Each national PWYP coalition could then adopt a more detailed second-level position, in line with conditions in its own country. For example, a national position could be that:

  • extraction should not be allowed in sensitive areas like protected forests or watersheds, or;
  • new extraction of certain highly-polluting resources (such as coal) or which relies on highly polluting techniques (such as submarine tailings disposal) should not be allowed, or;
  • exploitation of new deposits should not be permitted until the government has shown that it can maximise the long-term value to society from existing projects;

These two levels could be linked together and given a PWYP character by a shared emphasis on the right of citizens to be informed about policy options, to exercise a voice in decision-making and to hold governments to account for the outcomes, via transparency and public debate. If political conditions in some countries do not allow for a more detailed national position on these issues, then the national coalitions in those countries could simply support the international position.

The second question to be answered is:
What should governments be doing to prepare for the day when hydrocarbon or mineral deposits are exhausted, or can no longer be profitably exploited?
Again, all national coalitions should decide an answer to this question but the answer does not have to be the same for each PWYP country. Some coalitions might want to campaign for a transparent savings fund like that of Timor Leste. Others might press for more resource revenues to be invested in health, education and other public goods which are known to be essential for long-term development. An alternative would simply be to call for regular public reports from the government on the depletion of resource deposits, so that the public is aware how much is left.

Once these two questions have been answered, then it is possible to ask a third: What further information needs to be disclosed by governments and companies, so that concerned citizens can hold them to account on Questions 1 and 2?

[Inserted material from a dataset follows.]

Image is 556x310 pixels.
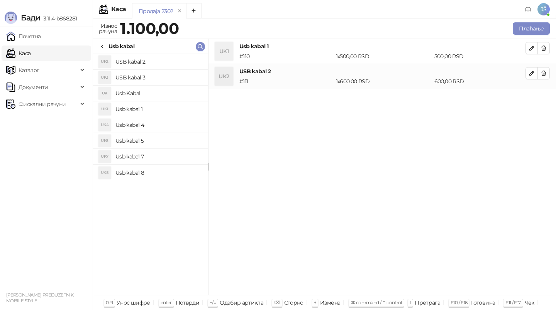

As noted above, just providing more information will not resolve the dilemmas of the decision to extract or answer questions about how the extractive sector and its revenues should contribute to a post-extraction future. But once PWYP has a principled position on these issues, then it will be easier to see what kinds of transparency will be needed. For example, what kinds of verification will be needed to confirm that a community has genuinely given its free, prior and informed consent to a project? Should governments be required to report to the public on their long-term plans for transitioning away from dependence on natural resources?

It will be easier for PWYP to justify coming back to governments and industry to demand yet more types of disclosure, year after year, if this demand is tied to a positive vision of the future which is concrete enough that progress towards it can be measured. PWYP needs a clearer position on what the extractive sector is meant to contribute to society, now and in the future. Taking positions on the decision to extract, and on the future of extraction, would allow the coalition to do so.